The Start Of Something BIG! Instant Replay…
In 1960, CBS paid $50,000 for the rights to cover the Winter Olympics in Squaw Valley, but paid $550,000 for the Summer Olympics rights that year which came, via couriered video tape, from Rome. Winter Olympic rights would never again be such a bargain, and sports nor television would ever be the same as this is the first time a video tape playback was used to determine the winner of an event.
During the Games, CBS broadcast 15 and a quarter hours of television focusing on ice hockey, speed skating, figure skating, alpine skiing and ski jumping. During the Games; in the men’s slalom event, officials who were unsure if a skier had missed a gate asked CBS if they could review tape of the event. This request gave CBS the idea for what is now known as instant replay.
While the first near-instant replay system was developed and used in Canada, the first instant replay was developed and deployed in the United States by ABC. During a 1955 ‘Hockey Night in Canada’ broadcast on CBC Television, producer George Retzlaff used a “wet-film”, or ‘hot kine” (kinescope) replay, which aired several minutes later. Slow motion replay was brought across the border to America a few years later by ABC.
CBS Sports Director Tony Verna invented a system to enable a videotape machine to instantly replay on December 7, 1963, for the network’s coverage of the Army–Navy Game. The instant replay machine was a modified quad video tape recorder which weighed 1300 pounds. After a few technical glitches, the only replay broadcast was Rollie Stichweh’s touchdown. It was replayed at the original speed, with commentator Lindsey Nelson advising viewers “Ladies and gentlemen, Army did not score again!” The problem with older technology was the difficulty of finding the desired starting point; Verna’s system used audio tones activated as an interesting event unfolded, which technicians could hear during the rewinding process.
Replay in slow motion from analog disk storage was tried out by CBS in 1965, and commercialized in 1967 by the Ampex HS-100, which had a 30-second capacity and freeze frame capability. Unfortunately one of the few remaining HS-100s was trashed last year as NBC continued the clean out at Burbank. Thank to Kevin Vahey for the great photo of and RCA TK11/31 in action on the ski jump.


■ **Exercise details**: Please copy the last part of the entries exactly: the line that has "Find the location of a particular element. The" and every line up to and including the end, nothing more.

Items from a dataset:
################

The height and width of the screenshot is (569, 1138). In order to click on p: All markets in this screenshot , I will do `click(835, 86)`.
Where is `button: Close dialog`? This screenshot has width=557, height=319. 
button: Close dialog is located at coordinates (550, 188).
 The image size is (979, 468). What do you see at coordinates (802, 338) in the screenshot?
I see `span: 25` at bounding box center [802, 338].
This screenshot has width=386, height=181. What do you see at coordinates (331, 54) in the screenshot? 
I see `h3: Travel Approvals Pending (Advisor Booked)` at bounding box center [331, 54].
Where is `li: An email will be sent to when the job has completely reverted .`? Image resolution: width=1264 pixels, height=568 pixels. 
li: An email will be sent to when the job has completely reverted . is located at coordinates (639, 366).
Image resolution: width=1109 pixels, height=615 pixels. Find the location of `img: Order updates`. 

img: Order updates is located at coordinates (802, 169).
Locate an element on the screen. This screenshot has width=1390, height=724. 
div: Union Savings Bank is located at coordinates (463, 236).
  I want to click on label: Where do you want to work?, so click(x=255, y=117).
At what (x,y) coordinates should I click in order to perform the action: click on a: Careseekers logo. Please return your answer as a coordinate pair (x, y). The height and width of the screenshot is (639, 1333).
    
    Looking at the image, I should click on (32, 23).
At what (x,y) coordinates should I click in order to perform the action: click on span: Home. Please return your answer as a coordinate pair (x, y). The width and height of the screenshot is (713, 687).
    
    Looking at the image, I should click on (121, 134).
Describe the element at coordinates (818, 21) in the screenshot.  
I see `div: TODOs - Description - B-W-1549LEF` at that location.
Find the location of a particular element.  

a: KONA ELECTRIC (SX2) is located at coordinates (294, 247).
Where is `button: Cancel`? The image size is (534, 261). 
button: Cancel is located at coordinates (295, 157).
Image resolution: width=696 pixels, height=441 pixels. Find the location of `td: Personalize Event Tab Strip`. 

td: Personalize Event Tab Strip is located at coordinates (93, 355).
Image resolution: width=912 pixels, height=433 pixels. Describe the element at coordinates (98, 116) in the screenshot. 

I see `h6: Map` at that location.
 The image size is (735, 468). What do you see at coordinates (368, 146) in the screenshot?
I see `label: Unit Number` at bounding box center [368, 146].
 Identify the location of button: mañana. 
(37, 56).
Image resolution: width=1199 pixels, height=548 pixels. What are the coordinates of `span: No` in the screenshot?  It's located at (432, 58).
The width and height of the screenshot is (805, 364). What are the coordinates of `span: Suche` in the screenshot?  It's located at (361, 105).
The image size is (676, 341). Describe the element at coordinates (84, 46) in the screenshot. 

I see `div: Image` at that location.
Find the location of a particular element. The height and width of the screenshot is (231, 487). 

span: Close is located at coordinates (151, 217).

################

■ **Exercise response**:
Find the location of a particular element. The height and width of the screenshot is (231, 487). 

span: Close is located at coordinates (151, 217).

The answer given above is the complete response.